Just for the forum, here're download links to a zip file of the show in wav format (including the improv game with John). Convert it to your favorite format. If anyone wants to get it on archive.org, that'd be cool. If anyone wanted to send me a link to where I can get songs like TG&Y and Enoch etc (I know they were posted somewhere once, but I missed them), I'd be very grateful. You might also consider donating to Letters to Santa while the link is still alive - [letterstosantachicago.com]

Part 1 (improv and up through No Children) [www.megaupload.com]
Part 2 [www.megaupload.com]

These files got minor boosts to the volume and EQ to make them more audible. It was recorded under my seat. I used to tape a lot of shows; I stopped because someone would invariably get a better recording than me. With a show this small, though I knew it might be up to me. I am not one of those tapers who gets all offended when people try to improve their recordings. If someone wants the original file to play with and can do a better job of fixing it up, throw me a line at staff AT smartalecksguide dot com and I'll see about sending it over.
December 07, 2011 02:36PM | Re: Letters to Santa Dec. 6
Quote
adamselzer
Here's a lengthy review that I wrote for my web page (hence all the "Mountain Goats 101" stuff that everyone on the forum will already know). It goes on a while, so I won't be offended if you just skip on down to the download links.

Thanks, man! The recordings are great. I'm delighted such a great show got taped - it's fantastic. And I'm especially delighted to get to hear it again.

Stoked that you're a new listener (and that that's your first show! wow!). Welcome to the family of rabid tMG lovers. I'm reminded of a piece of graffiti on the Elliott Smith mural in Los Angeles: "It wasn't music as much as medicine".
December 07, 2011 02:47PM | Re: Letters to Santa Dec. 6
It was my second show, actually - my first was at the Vic this past spring. But i was up in the balcony. Very different experience to be so close up!
December 07, 2011 02:48PM | Re: Letters to Santa Dec. 6
Mea culpa : ) I read too much into your review, it seems.
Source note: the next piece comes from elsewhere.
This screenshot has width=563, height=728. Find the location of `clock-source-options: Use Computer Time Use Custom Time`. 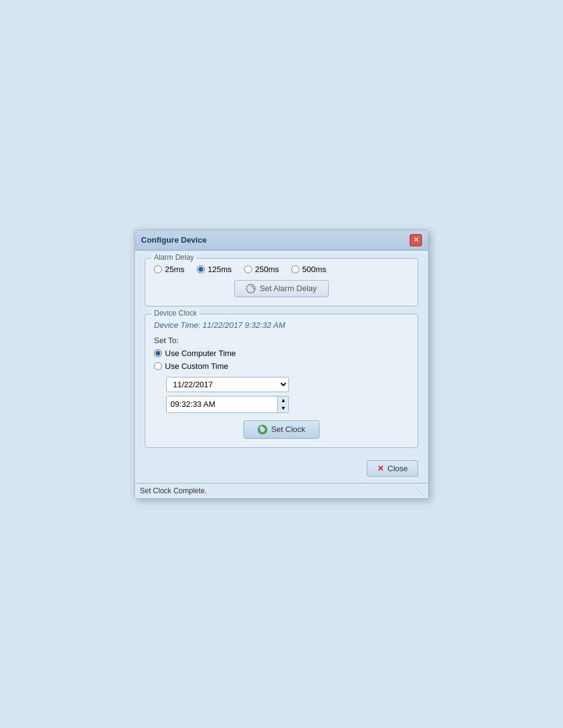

Edited 1 time(s). Last edit at 12/07/2011 02:48PM by kylebarbour.
December 08, 2011 11:23AM | Re: Letters to Santa Dec. 6
can someone reup the second half? It's reached a download limit.
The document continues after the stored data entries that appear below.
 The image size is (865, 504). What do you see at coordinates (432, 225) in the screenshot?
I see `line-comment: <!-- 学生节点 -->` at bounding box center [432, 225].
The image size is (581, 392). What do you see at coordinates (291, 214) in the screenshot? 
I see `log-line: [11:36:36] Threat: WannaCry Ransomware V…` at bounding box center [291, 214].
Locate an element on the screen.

I've got big plans.Talking BlanketYay, Butts! LOL!
December 08, 2011 11:58AM | Re: Letters to Santa Dec. 6
HAHAHA! I assume someone had to pay big bucks to hear ignition remix? b.c. Several people had asked for it again and JD always says that if someone requests a cover songs on the forums, he won't play it b.c. it ruins the surprise. Unless of course, he hasn't been reading the forums enough which he probably hasn't winking smiley
December 08, 2011 12:57PM | Re: Letters to Santa Dec. 6
It was just a few lines of Ignition thrown into the end of "Boys" as a surprise.
December 08, 2011 01:05PM | Re: Letters to Santa Dec. 6
it wasn't a surprise, alas. a dude in the audience kept badgering him to include "ignition." john protested that when he did it on the german radio show, it was spontaneous, and that was how he felt it worked best.